Anna flapped her arms awkwardly, as if she wasn’t quite sure what to do with them. “I don’t think I’ve been apologized to this much in my whole life.”
“Am I meant to beg pardon for that as well?”
“No!” she said, and they began to walk again.
Julian couldn’t resist. He gave in to the temptation to take up her hand, raise it slowly to his mouth, and press a kiss to the inside of her wrist. Her pulse fluttered against his lips.
A lick of anger still flared within him and he wasn’t sure what to do with it, except press Anna against a tree. Taste her fierceness with his mouth.
Lashes veiled her eyes, but nothing could conceal the heat in her cheeks. “Are you done trying to agitate me?”
“Quite the opposite,” he said softly. “I’m just getting started.”
Julian tugged at her hand and pulled her off the path into a little copse of ash trees, hidden from the house. She looked up at him and her lips parted on a breathy inhale, even as she prickled up in defense.
He lowered his head, let his jaw rasp across her cheek until his lips hovered a feather’s width above hers, but despite the growing urgency between them he refused to hurry. There was something about kissing Anna that felt too large. It divided his life into before and after, and left him teetering on the brink.
Julian gave a groaning laugh and hoisted her arms around his neck where he needed them. She gave a hum and pressed nearer, his own streak of lightning, always chasing speed. Then his thoughts scattered under the heat of their mouths and his blood pounded as his hands curled around the sweet curve of her ass, lifting her up until she was half-splayed against him and half-pinned against the trunk of a tree.
Anna made a little sound and leaned her neck back, and he was gone. Her jacket had to go too. He pushed the wool aside, and the thin cotton of her shirt. His hand slipped down into her bodice for her breast, oh god, so impossibly soft beneath his palm. They both shivered as he found her nipple and rolled it.
“Oh!” Anna’s eyes fluttered and she went boneless, for just a moment, before her eyes flew open and she pushed away, scrambling to the ground.
“ God! ” Anna buried her face in the folds of his cravat.
My god , thought Julian, and clutched her to him.
They stayed that way, breathing for a moment.
“Anna?” He spoke her name softly, his breath soft against her ear.
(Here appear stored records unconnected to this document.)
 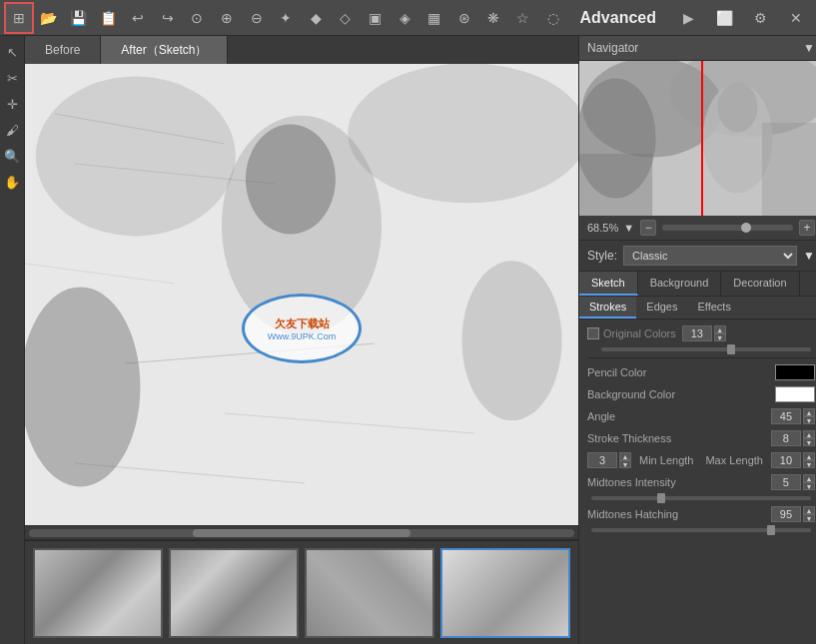 What do you see at coordinates (809, 486) in the screenshot?
I see `midtones-intensity-down: ▼` at bounding box center [809, 486].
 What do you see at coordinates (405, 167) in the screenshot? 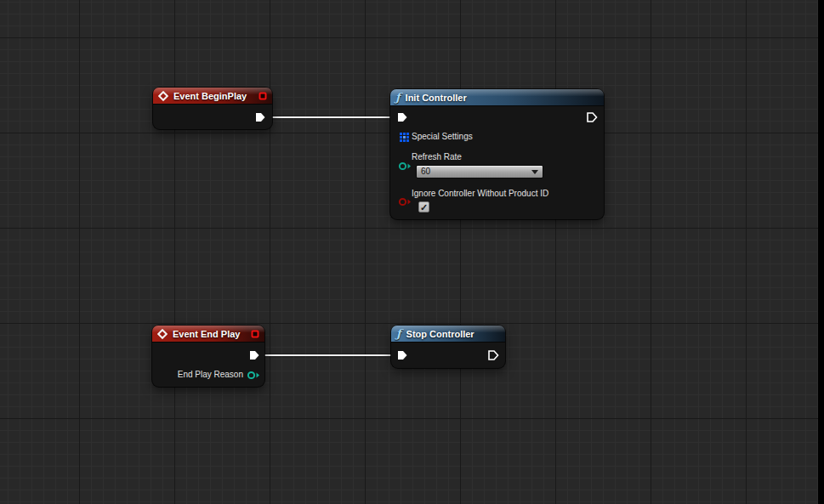
I see `refresh-rate-input-pin` at bounding box center [405, 167].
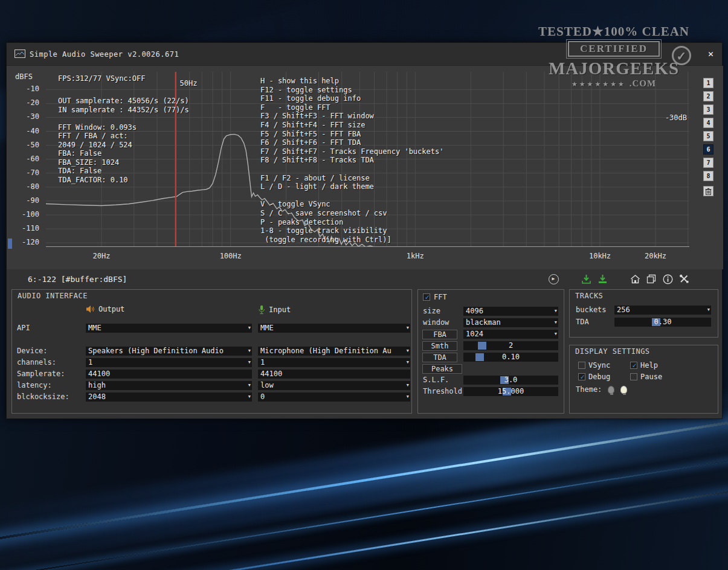 Image resolution: width=728 pixels, height=570 pixels. I want to click on help-line: F4 / Shift+F4 - FFT size, so click(352, 126).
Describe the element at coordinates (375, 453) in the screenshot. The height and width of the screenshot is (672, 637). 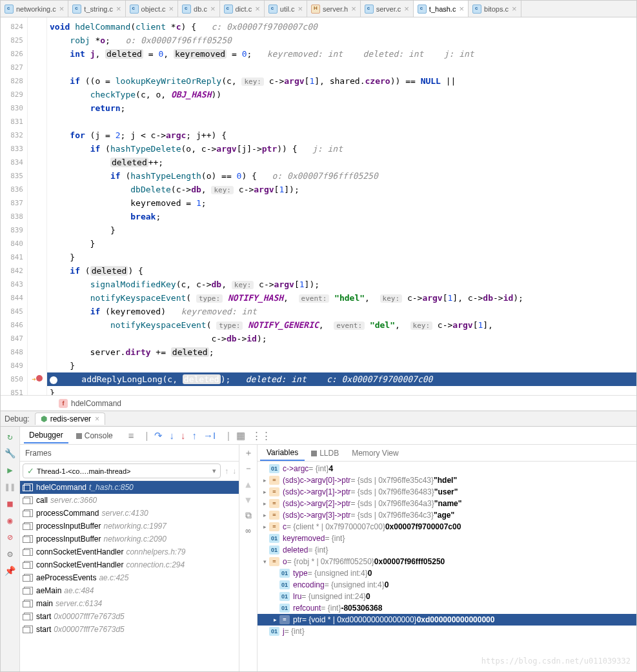
I see `memory-view-tab: Memory View` at that location.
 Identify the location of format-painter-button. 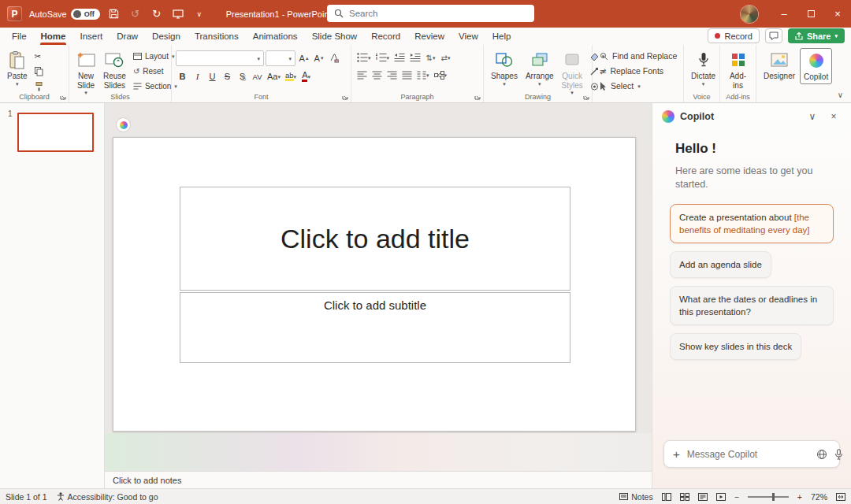
(39, 87).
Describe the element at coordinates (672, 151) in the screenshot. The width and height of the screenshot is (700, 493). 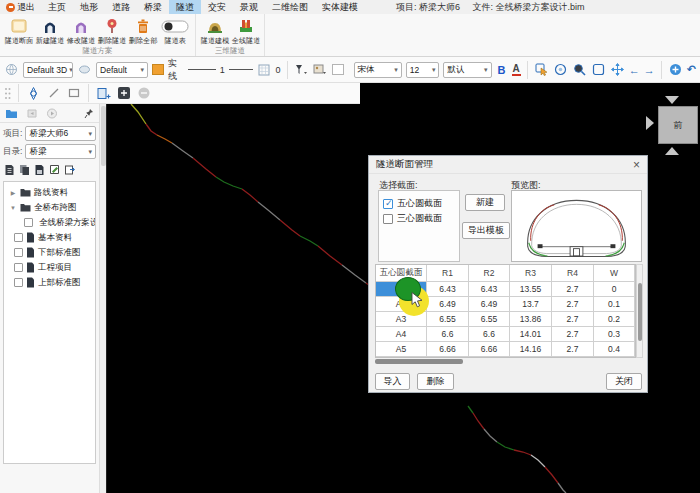
I see `nav-arrow-down` at that location.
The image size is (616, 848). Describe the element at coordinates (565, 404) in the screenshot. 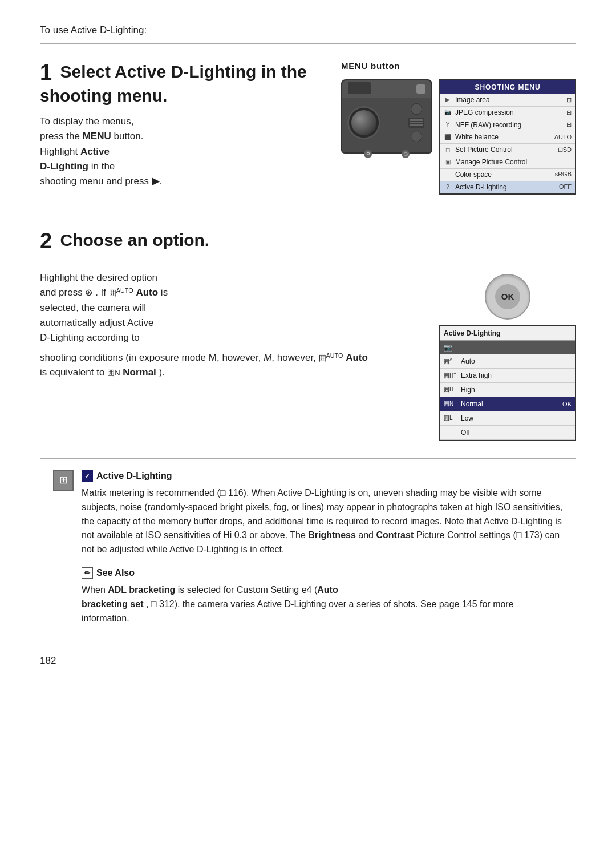

I see `adl-ok-normal: OK` at that location.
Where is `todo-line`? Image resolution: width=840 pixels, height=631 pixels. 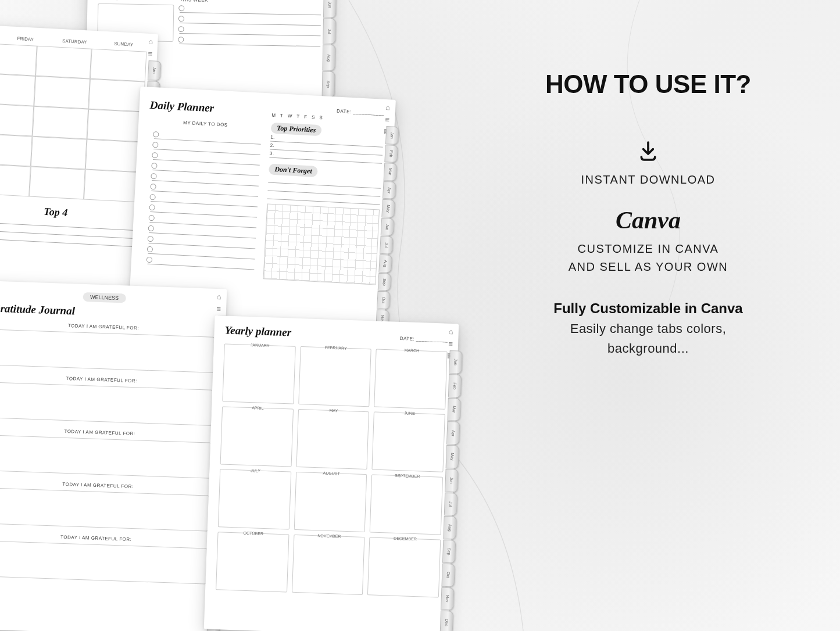
todo-line is located at coordinates (250, 40).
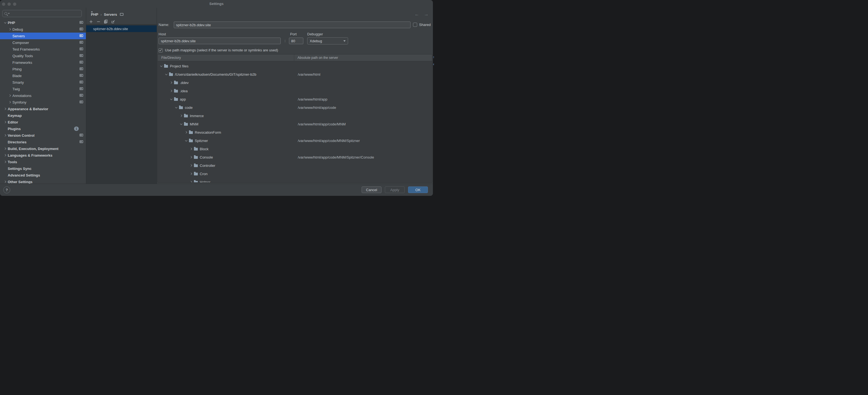 Image resolution: width=868 pixels, height=395 pixels. What do you see at coordinates (43, 115) in the screenshot?
I see `sidebar-item-keymap: Keymap` at bounding box center [43, 115].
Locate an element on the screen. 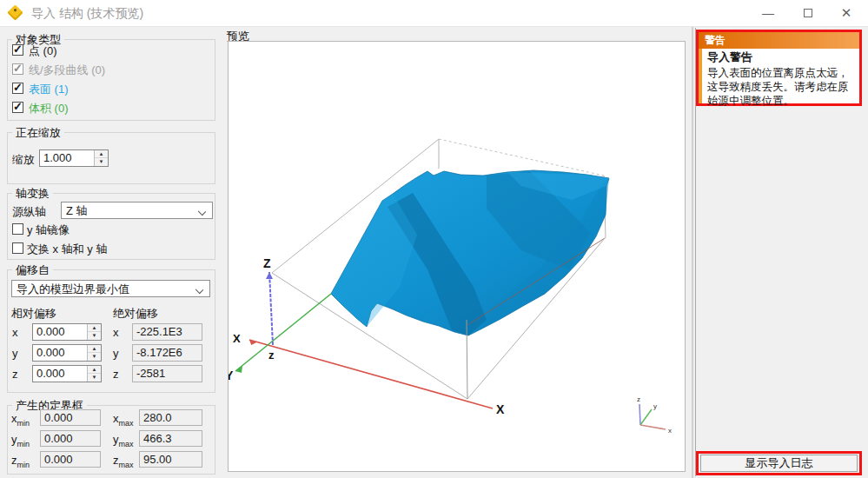  checkbox-points is located at coordinates (17, 50).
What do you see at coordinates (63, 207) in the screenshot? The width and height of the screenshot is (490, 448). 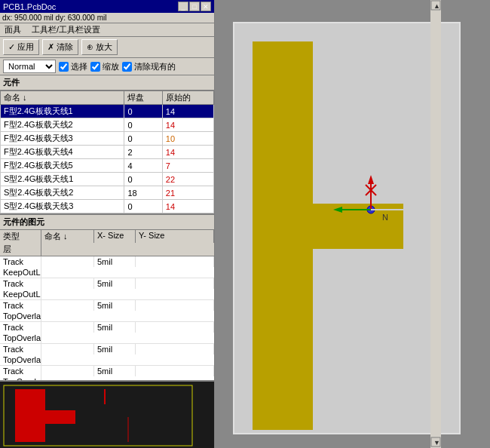 I see `component-name: S型2.4G板载天线3` at bounding box center [63, 207].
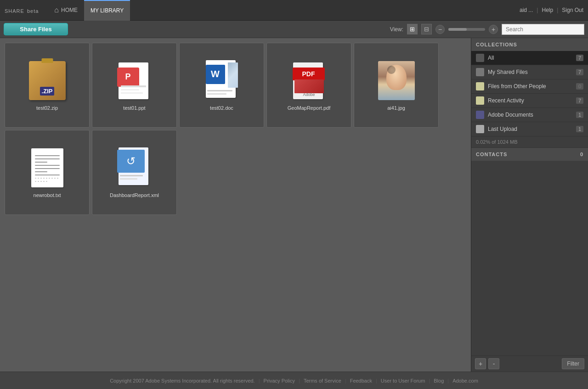 This screenshot has height=389, width=588. Describe the element at coordinates (69, 10) in the screenshot. I see `nav-home-label: HOME` at that location.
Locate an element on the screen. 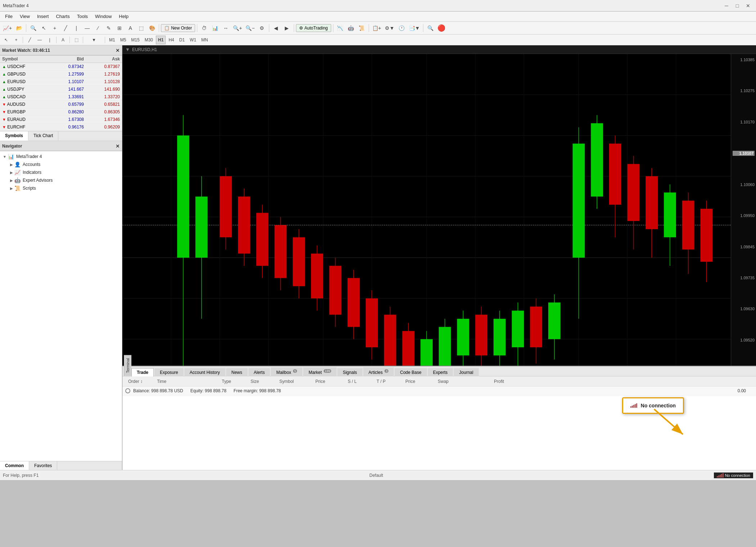 The image size is (756, 547). mw-tab-symbols: Symbols is located at coordinates (14, 136).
She burrowed her face deeper into his chest.
“Hmm. Cozy.” He rubbed his cheek against the crown of her head. “Stay there if you like.”
She squeaked.
He cupped her neck, stroking her hair. “Plotting my death again?”
A tiny nod.
“Easier to marry me, don’t you think?”
She shook her head in violent disagreement.
A laugh rumbled through him and he pulled her closer. “Keep your estate, keep your horses. But give me your hand, Countess. You’re mine now.”